CFP: ‘James Gillray@200: Caricaturist without a Conscience?’ Oxford, March 2015

http://www.new.ox.ac.uk/james-gillray200-caricaturist-without-conscience

James Gillray@200: Caricaturist without a Conscience?

The Ashmolean Museum, Oxford & New College, Oxford present:
A one-day symposium to be held at the Ashmolean Museum
Saturday 28 March 2015

CFP deadline: 15 November 2014

Programme will be announced: 21 November 2014

James Gillray’s reputation in the two centuries since his death has been as varied and layered as his prints. Trained at the Royal Academy, he failed at reproductive printmaking, yet became, according to the late-eighteenth-century Weimar journal London und Paris, one of the greatest European artists of the era. Napoleon, from his exile on St Helena, allegedly remarked that Gillray’s prints did more to run him out of power than all the armies of Europe. In England, patriots had hired him to propagandize against the French and touted him as a great national voice, but he was an unreliable gun-for-hire. At a large public banquet, during the heat of anti-Revolutionary war fever, he even raised a toast to his fellow artist, the regicide, Jacques-Louis David. Gillray produced a highly individual, highly schooled, and often outlandish body of work with no clear moral compass that undermines the legend of the caricaturist as the voice and heart of the people, so that the late Richard Godfrey described him as a caricaturist without a conscience. Following 2001 and 2004 retrospectives in London and New York, and fuelled by scholarship of a new generation of thinkers, our era’s Gillray is just now coming into focus.

To commemorate the 200th anniversary of Gillray’s death, and in conjunction with the Ashmolean Museum’s exhibition, Love Bites: Caricatures of James Gillray (26 March-21 June 2015), based on New College’s outstanding collection, we are organising a one-day conference at the Ashmolean Museum to hear and see the latest Gillray scholarship.

We seek proposals for papers that address any aspect of Gillray’s work or that consider artistic duty or purposeful negligence of duty in the period around 1800. Comparative, formal, contextual, and theoretical approaches to Gillray and our theme are all welcome. Proposals should be a maximum of 200 words and be accompanied by a short biographical statement.

Organised by Todd Porterfield, Université de Montréal; Martin Myrone, Tate Britain; and Michael Burden, New College, Oxford; with Ersy Contogouris, Université de Montréal.

All enquiries should be addressed initially to the New College Dean’s Secretary, Jacqui Julier, jacqui.julier@new.ox.ac.uk, to whom all abstracts should be submitted by:
15 November 2014

The programme will be announced on 21 November 2014.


### Exercise instructions
Wherever a line in the records below contains "biogenic", copy that line.

### Dataset items
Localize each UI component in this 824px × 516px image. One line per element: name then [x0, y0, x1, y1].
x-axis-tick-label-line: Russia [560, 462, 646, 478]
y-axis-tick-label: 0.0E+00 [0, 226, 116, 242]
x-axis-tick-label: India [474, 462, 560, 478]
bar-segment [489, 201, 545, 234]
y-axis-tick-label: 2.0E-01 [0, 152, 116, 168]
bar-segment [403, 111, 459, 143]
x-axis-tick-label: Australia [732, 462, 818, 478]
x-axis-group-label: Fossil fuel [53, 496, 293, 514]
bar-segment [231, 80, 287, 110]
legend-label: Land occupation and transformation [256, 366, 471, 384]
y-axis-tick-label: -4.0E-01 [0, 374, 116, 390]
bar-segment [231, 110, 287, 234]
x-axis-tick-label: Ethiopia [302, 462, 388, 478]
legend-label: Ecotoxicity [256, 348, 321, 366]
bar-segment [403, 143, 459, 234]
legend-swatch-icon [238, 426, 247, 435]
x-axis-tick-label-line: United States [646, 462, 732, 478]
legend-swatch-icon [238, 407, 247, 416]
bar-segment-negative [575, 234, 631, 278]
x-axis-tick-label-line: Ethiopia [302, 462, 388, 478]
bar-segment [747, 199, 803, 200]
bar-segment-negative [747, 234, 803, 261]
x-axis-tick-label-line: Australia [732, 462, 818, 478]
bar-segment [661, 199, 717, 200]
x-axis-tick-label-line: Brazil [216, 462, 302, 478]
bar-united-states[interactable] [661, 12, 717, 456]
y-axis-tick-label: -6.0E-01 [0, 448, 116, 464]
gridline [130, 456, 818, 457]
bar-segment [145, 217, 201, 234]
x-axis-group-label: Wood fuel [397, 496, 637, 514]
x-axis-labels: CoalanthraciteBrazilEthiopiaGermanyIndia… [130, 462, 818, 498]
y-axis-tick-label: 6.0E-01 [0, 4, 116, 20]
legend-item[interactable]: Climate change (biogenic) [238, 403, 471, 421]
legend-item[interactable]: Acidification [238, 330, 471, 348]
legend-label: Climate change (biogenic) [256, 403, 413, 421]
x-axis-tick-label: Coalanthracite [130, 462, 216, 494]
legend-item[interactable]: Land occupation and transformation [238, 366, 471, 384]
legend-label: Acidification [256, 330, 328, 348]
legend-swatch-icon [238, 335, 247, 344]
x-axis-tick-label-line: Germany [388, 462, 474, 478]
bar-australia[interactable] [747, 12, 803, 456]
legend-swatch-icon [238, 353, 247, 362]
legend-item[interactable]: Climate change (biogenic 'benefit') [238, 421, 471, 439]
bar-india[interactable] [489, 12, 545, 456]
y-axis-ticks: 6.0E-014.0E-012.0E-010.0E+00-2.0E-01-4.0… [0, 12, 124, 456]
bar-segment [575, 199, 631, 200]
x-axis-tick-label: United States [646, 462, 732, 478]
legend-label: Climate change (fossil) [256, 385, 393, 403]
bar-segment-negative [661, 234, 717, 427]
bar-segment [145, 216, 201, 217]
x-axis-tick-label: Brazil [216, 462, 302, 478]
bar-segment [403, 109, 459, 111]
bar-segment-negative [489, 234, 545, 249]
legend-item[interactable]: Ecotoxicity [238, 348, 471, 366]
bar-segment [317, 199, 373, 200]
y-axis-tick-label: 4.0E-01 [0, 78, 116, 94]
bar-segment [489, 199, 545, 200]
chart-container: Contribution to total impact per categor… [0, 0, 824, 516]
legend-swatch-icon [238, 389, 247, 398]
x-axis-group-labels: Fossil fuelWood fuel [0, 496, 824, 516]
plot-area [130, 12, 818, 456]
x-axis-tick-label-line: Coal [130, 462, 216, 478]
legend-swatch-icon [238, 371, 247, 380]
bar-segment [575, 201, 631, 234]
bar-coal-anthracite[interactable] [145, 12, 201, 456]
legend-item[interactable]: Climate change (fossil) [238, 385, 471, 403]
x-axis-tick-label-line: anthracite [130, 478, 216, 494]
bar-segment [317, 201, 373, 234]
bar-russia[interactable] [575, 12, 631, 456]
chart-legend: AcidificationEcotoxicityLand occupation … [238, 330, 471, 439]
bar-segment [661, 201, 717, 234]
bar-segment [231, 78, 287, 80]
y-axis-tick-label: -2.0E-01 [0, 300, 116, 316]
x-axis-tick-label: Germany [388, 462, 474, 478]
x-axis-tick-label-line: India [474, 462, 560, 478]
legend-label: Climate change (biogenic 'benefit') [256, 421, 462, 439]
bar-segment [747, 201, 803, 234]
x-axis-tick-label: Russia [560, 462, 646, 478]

### Solution below
legend-item[interactable]: Climate change (biogenic) [238, 403, 471, 421]
legend-label: Climate change (biogenic) [256, 403, 413, 421]
legend-item[interactable]: Climate change (biogenic 'benefit') [238, 421, 471, 439]
legend-label: Climate change (biogenic 'benefit') [256, 421, 462, 439]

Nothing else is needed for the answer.